(EXTRACTED RECORDS Opens)

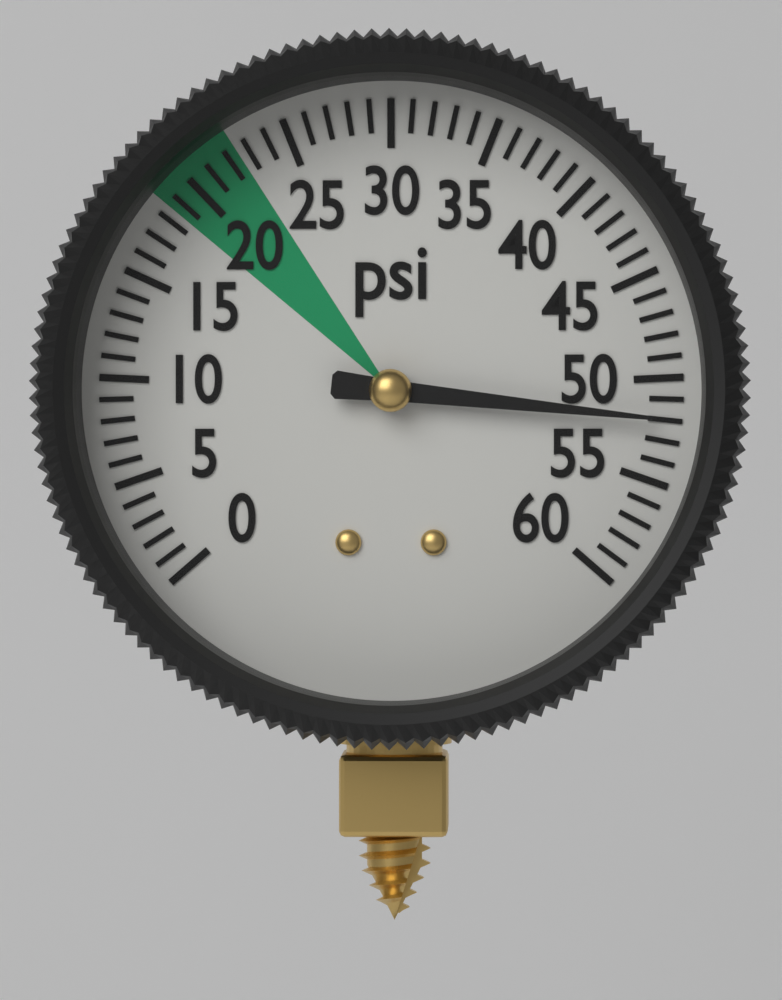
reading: 52 psi
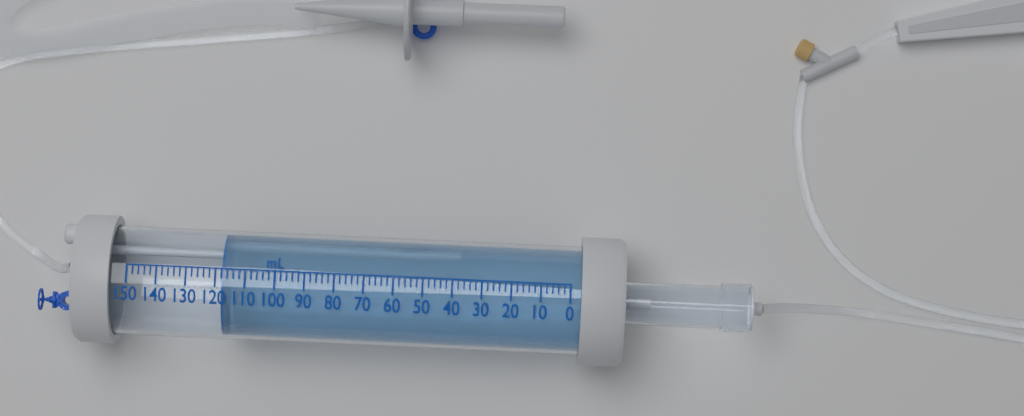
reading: 118 mL
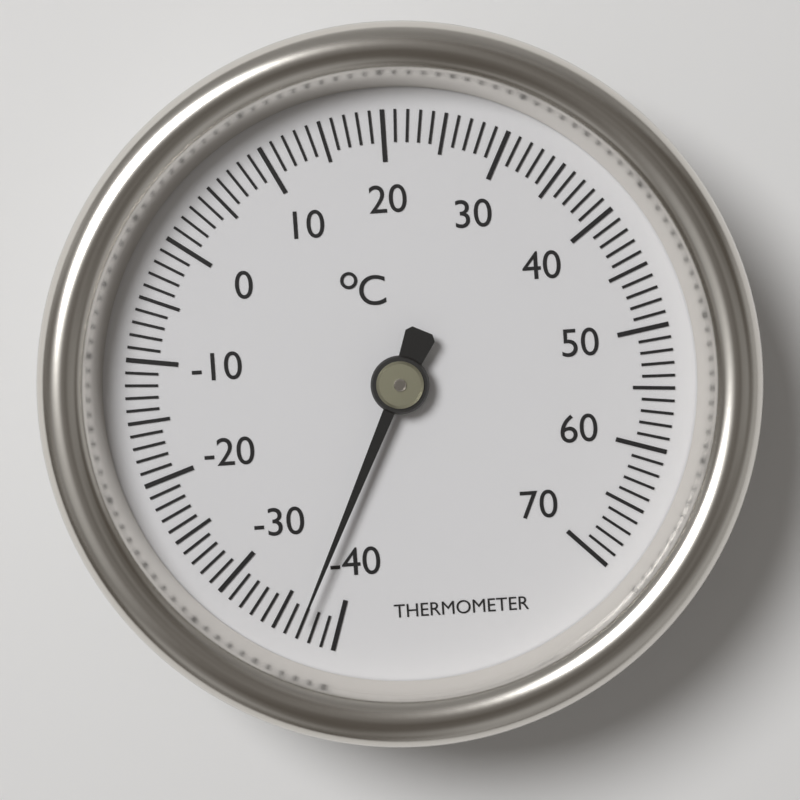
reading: -37 °C
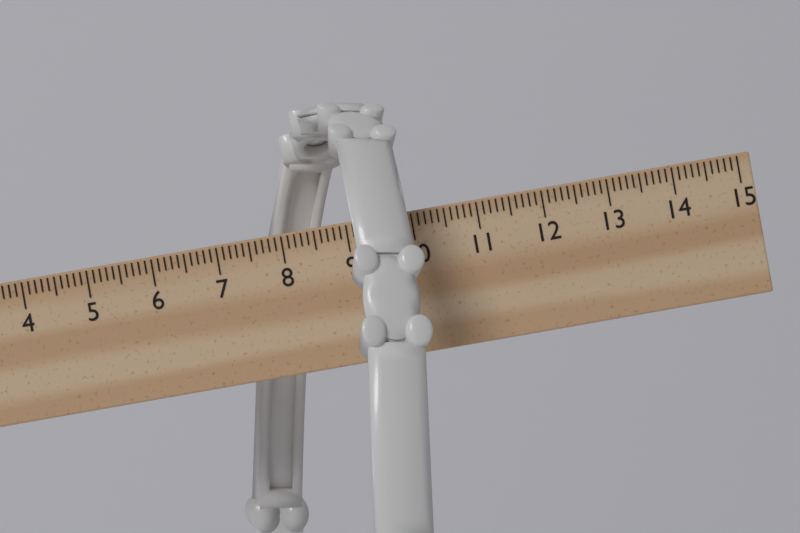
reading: 10.1 cm
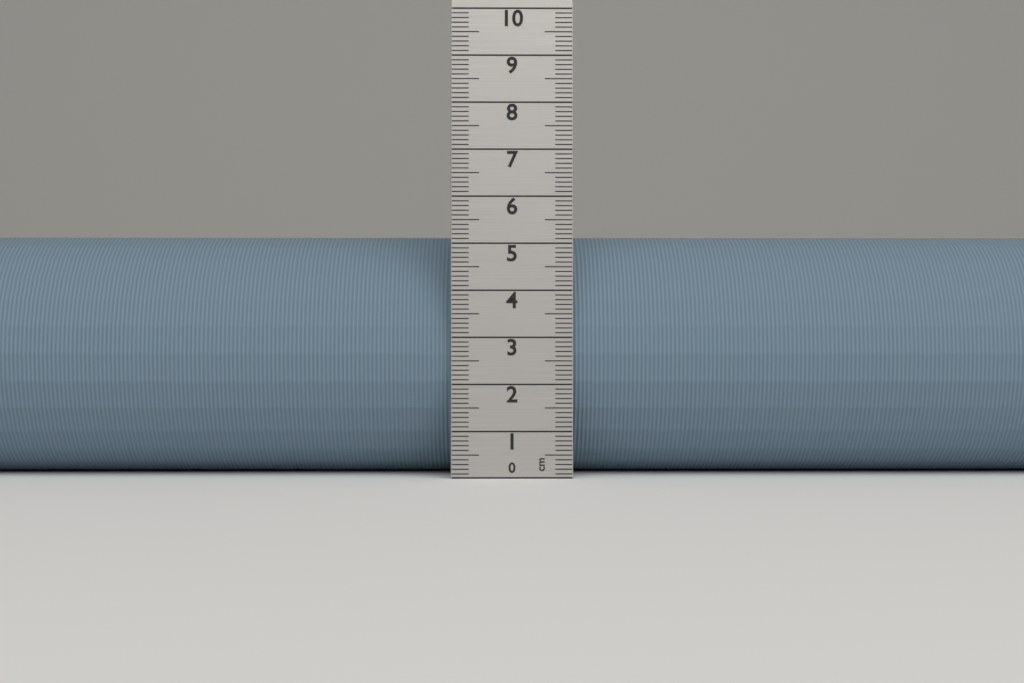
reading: 5.3 cm
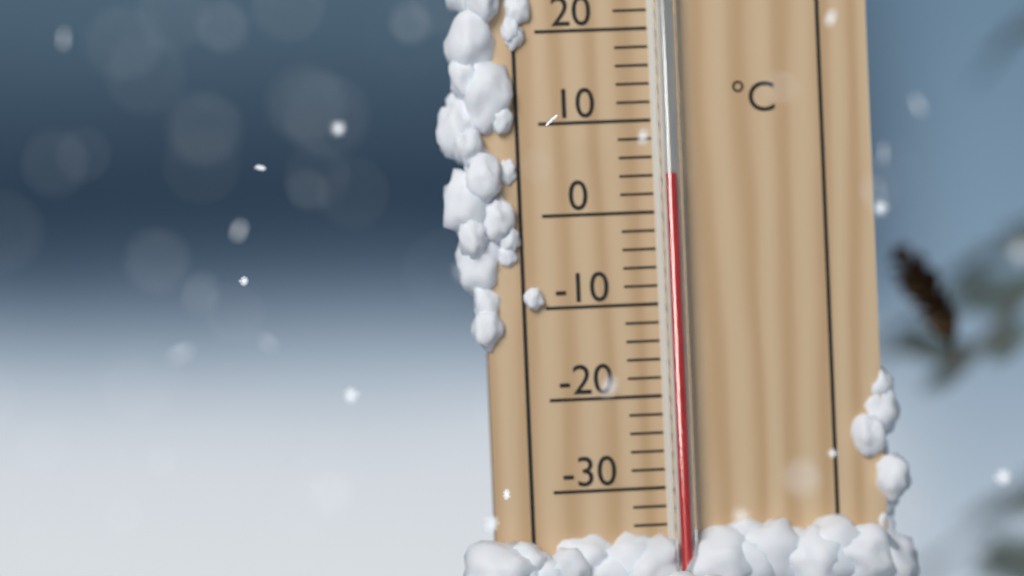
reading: 4 °C
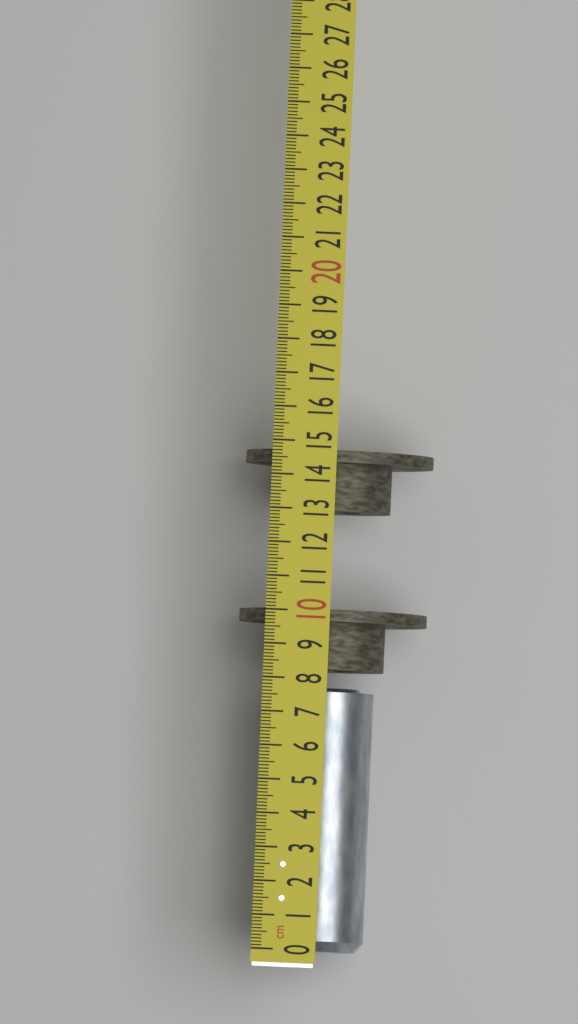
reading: 7.8 cm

(EXTRACTED RECORDS Closes)

# [WHAT THE TASK REQUIRES]
Write out all the entries word for word, but skip any images.

# [RESPONSE]
reading: 52 psi
reading: 118 mL
reading: -37 °C
reading: 10.1 cm
reading: 5.3 cm
reading: 4 °C
reading: 7.8 cm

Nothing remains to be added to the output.